Who decides whether your proposal gets funded? Not one person, and not one kind of person. Most grant review panels include specialists who live and breathe your field generalists who do not. Understanding that difference is a strategic decision before it is a writing one. You are not just crafting sentences. You are mapping the reading landscape of the room where your proposal will be judged.

Your proposal needs to satisfy both kinds of reader, without patronising either.

What specialists want

Specialists hunt for the scientific advance. They want the literature gap, the conceptual leap, the methodological innovation that sets your work apart. They need evidence that you understand the field at depth and are not rehashing published work. If they cannot spot the advance, you are done.

What generalists need

Generalists want to follow your logic without first earning a PhD in your field. They need to understand why the problem matters and why your approach makes sense. They do not want oversimplification or vague hand-waving. They want clarity that respects their intelligence and shows that you have written the proposal for them too.

Bridge the gap strategically

Bridging this gap is not decoration. It is a survival strategy. Use precise language that explains concepts without diluting them. Strip out insider shorthand that only specialists decode. Remove vague statements that make generalists nod along without actually understanding.

Practical technique: Write the same paragraph twice, once for the specialist, once for the generalist. Then merge them. The merged version almost always nails it, because it captures depth alongside clarity. Put the information the generalist absolutely must understand at the start of each paragraph. That keeps them on board while the specialist reads on for the detail.
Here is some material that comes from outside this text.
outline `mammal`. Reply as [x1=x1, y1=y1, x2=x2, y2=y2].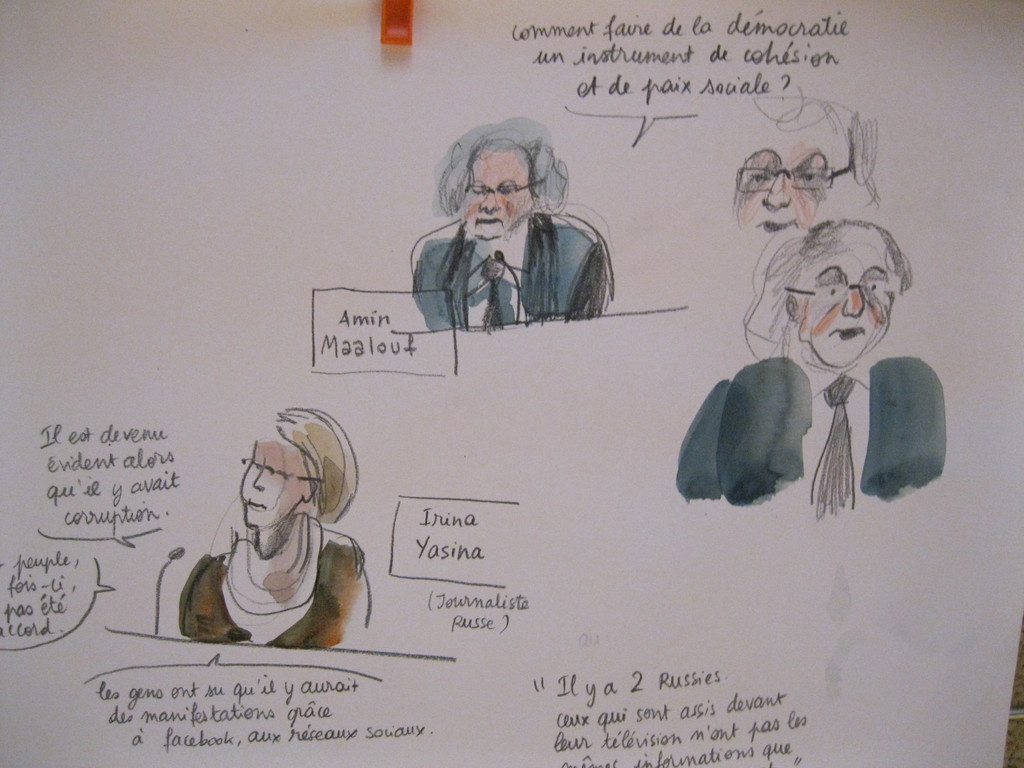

Watch for silent assumptions

Specialists skip steps, assuming shared knowledge. Generalists do not share that knowledge. A missing step can collapse your argument for half the panel. Strong proposals guide both readers through the same narrative, respecting expertise and honouring curiosity in equal measure.

The split-screen test

Pick a technical paragraph from your proposal. Read it as the specialist: does it reveal genuine depth? Then read it as the generalist: can you follow the logic without prior knowledge of the field? If it fails either reading, rewrite it until it passes both. That paragraph is now a model for the rest.